A mistake that young parents make is forgetting each other's need for companionship when children come along. Children's wants and needs may begin to take precedence over our husbands' needs. While wanting our children to excel and be fulfilled and maybe even to fulfill some unmet need from our childhood, we leave our husbands alone with an unmet companionship need. At least for awhile...
Number 4 Need:
Admiration and HonorHonor is due to the head simply because it is the head, if for no other reason. Remember, God placed the reigns in the husband's hands because of seniority of creation and the deception of the woman. To the woman He said, "Your desire shall be to your husband, and he shall rule over you."
Your responsibility is to make your desire be to your husband and to give him the honor due to a head. If we can accept that Christ is the head of the church and we are to honor Him and be subject to Him, then realize that Paul says in this same way husbands are due that same honor as our heads.

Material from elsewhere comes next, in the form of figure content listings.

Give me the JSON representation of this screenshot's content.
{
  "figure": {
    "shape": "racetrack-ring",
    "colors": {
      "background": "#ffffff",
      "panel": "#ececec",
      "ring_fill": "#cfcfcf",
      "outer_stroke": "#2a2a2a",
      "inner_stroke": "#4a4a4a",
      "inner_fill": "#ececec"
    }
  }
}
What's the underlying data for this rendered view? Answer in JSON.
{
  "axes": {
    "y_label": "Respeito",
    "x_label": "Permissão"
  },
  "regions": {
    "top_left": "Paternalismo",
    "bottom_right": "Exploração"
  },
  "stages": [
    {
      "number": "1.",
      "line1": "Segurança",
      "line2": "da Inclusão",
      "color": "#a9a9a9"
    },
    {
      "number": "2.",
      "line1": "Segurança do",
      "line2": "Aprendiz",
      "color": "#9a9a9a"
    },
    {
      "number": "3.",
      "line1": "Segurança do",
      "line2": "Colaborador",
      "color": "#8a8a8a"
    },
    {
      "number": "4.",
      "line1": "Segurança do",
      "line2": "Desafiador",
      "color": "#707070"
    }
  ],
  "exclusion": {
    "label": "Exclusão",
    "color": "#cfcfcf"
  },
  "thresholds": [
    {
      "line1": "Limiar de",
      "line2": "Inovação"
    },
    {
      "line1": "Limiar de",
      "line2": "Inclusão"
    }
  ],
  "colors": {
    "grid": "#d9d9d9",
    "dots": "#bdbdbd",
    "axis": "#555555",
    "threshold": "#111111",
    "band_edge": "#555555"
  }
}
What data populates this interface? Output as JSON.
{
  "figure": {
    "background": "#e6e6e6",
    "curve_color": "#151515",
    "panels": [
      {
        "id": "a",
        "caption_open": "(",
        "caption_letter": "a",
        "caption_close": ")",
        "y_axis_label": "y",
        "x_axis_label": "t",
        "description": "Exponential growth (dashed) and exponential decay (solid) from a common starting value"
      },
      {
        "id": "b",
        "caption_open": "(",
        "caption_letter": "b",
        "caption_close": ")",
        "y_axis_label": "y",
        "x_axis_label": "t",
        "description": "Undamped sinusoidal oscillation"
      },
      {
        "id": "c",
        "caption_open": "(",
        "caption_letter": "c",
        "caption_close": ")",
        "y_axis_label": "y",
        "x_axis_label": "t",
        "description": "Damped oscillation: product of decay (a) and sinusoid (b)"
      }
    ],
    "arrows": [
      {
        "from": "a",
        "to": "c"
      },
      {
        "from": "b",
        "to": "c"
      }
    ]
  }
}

Honor demands respect. It is not belittling, criticizing, and complaining about what your husband doesn't do or what you want him to be. It's not making him over to suit your needs. It's accepting him the way he is, the way you married him.

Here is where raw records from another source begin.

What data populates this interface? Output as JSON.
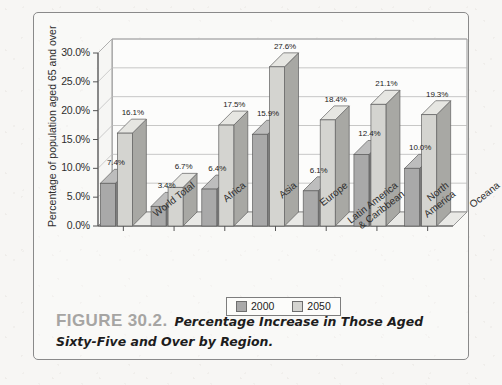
{
  "figure": {
    "label": "FIGURE 30.2.",
    "caption": "Percentage Increase in Those Aged Sixty-Five and Over by Region."
  },
  "legend": {
    "position": "bottom-center",
    "entries": [
      {
        "label": "2000",
        "color": "#a9a9a9"
      },
      {
        "label": "2050",
        "color": "#d4d4d0"
      }
    ]
  },
  "chart_data": {
    "type": "bar",
    "title": "",
    "xlabel": "",
    "ylabel": "Percentage of population aged 65 and over",
    "ylim": [
      0,
      30
    ],
    "ytick_labels": [
      "0.0%",
      "5.0%",
      "10.0%",
      "15.0%",
      "20.0%",
      "25.0%",
      "30.0%"
    ],
    "ytick_values": [
      0,
      5,
      10,
      15,
      20,
      25,
      30
    ],
    "grid": true,
    "grid_axis": "y",
    "style": "3d-clustered-column",
    "categories": [
      "World Total",
      "Africa",
      "Asia",
      "Europe",
      "Latin America\n& Caribbean",
      "North\nAmerica",
      "Oceana"
    ],
    "series": [
      {
        "name": "2000",
        "color": "#a9a9a9",
        "values": [
          7.4,
          3.4,
          6.4,
          15.9,
          6.1,
          12.4,
          10.0
        ],
        "labels": [
          "7.4%",
          "3.4%",
          "6.4%",
          "15.9%",
          "6.1%",
          "12.4%",
          "10.0%"
        ]
      },
      {
        "name": "2050",
        "color": "#d4d4d0",
        "values": [
          16.1,
          6.7,
          17.5,
          27.6,
          18.4,
          21.1,
          19.3
        ],
        "labels": [
          "16.1%",
          "6.7%",
          "17.5%",
          "27.6%",
          "18.4%",
          "21.1%",
          "19.3%"
        ]
      }
    ]
  }
}
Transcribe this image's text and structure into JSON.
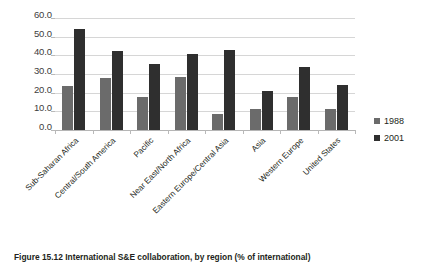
{
  "chart_data": {
    "type": "bar",
    "title": "",
    "xlabel": "",
    "ylabel": "",
    "ylim": [
      0,
      60
    ],
    "ytick_step": 10,
    "ytick_labels": [
      "0.0",
      "10.0",
      "20.0",
      "30.0",
      "40.0",
      "50.0",
      "60.0"
    ],
    "grid": true,
    "legend_position": "right",
    "categories": [
      "Sub-Saharan Africa",
      "Central/South America",
      "Pacific",
      "Near East/North Africa",
      "Eastern Europe/Central Asia",
      "Asia",
      "Western Europe",
      "United States"
    ],
    "series": [
      {
        "name": "1988",
        "color": "#6b6b6b",
        "values": [
          23.5,
          28.0,
          17.5,
          28.5,
          8.5,
          11.5,
          17.5,
          11.0
        ]
      },
      {
        "name": "2001",
        "color": "#2f2f2f",
        "values": [
          54.0,
          42.5,
          35.5,
          40.5,
          43.0,
          21.0,
          33.5,
          24.0
        ]
      }
    ]
  },
  "legend": {
    "items": [
      {
        "label": "1988",
        "color": "#6b6b6b"
      },
      {
        "label": "2001",
        "color": "#2f2f2f"
      }
    ]
  },
  "caption": {
    "text": "Figure 15.12 International S&E collaboration, by region (% of international)"
  }
}
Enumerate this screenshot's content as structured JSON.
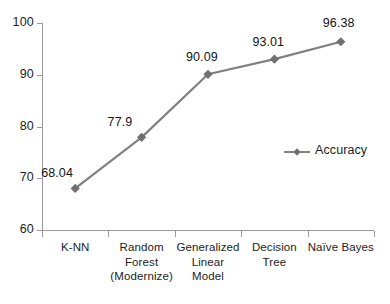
{
  "chart_data": {
    "type": "line",
    "title": "",
    "subtitle": "",
    "xlabel": "",
    "ylabel": "",
    "ylim": [
      60,
      100
    ],
    "y_ticks": [
      60,
      70,
      80,
      90,
      100
    ],
    "grid": false,
    "legend_position": "center-right",
    "categories": [
      "K-NN",
      "Random\nForest\n(Modernize)",
      "Generalized\nLinear\nModel",
      "Decision\nTree",
      "Naïve Bayes"
    ],
    "series": [
      {
        "name": "Accuracy",
        "color": "#808080",
        "marker": "diamond",
        "values": [
          68.04,
          77.9,
          90.09,
          93.01,
          96.38
        ],
        "value_labels": [
          "68.04",
          "77.9",
          "90.09",
          "93.01",
          "96.38"
        ]
      }
    ]
  },
  "axis": {
    "y_tick_labels": [
      "100",
      "90",
      "80",
      "70",
      "60"
    ]
  },
  "legend": {
    "entries": [
      {
        "label": "Accuracy",
        "marker_name": "line-diamond-marker"
      }
    ]
  }
}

The Amplified Bible in 1 Peter 3 gives a good description of the reverence a wife should feel for her husband. You will notice he's not writing just of Christian men, but even those who are not Christian. "You are to feel for him all that reverence includes: to respect, defer to, revere him, to honor, esteem, appreciate, prize, and, in the human sense, to adore him, that is, to admire, praise, be devoted to, deeply love, and enjoy your husband."
Conclusion:
No one has said love is easy. It's not. It goes against human nature which says, "me first." An 'ooie gooey' feeling depends on how he makes me feel. Love wants to know, "How can I make him feel?"
Jesus left us an example of self-sacrificing love. The glories of heaven were His, but He didn't consider it a thing to be held onto at all cost because He had a goal to accomplish - someone else's good. Therefore, He emptied Himself and came to a world in its death throes because of sin. He divested Himself of the majesty of dominion and wrapped Himself in frail flesh. The honor and respect of the creator of the universe He yielded to the curses of men. Then, because of someone else's sin, He willingly died. Now that's love.
Jesus endured because of the joys set before Him. He could see the end of the picture even from the beginning. Joys await the wife who learns to truly love her husband. The proverb writer says, "Every wise woman builds her house, but the foolish pulls it down with her hands."
Think of love as being bricks which we stack, one on top of the other, until a beautiful house is built in which her husband, children, and grandchildren can rest. A house in which all who come under the shelter of her roof find joy and peace.
Contrast that with the foolish woman who day by day with her unkind words, jealousy, nagging, fits of rage, and belittling her husband, takes one brick after the other down. Until one day she looks at her house and no longer sees a thing of beauty, but a pile of bricks.
The Lord showed us the way to true happiness. It's in making someone else happy. What greater joy could there be, when at the end of life you hear your husband say, "Her worth is far above rubies, and I have always trusted her completely. She has done me good and not evil all the days of her life. Our home has been one of beauty and our lives of comfort and joy. From her mouth always came words of kindness and wisdom."
What could be better than to have your children rise up and call you blessed, and your husband also and praise you, saying, "Many daughters have done well, but you excel them all. ... Now Lord, give her of the fruit of her hands, and let her own works praise her in the gates."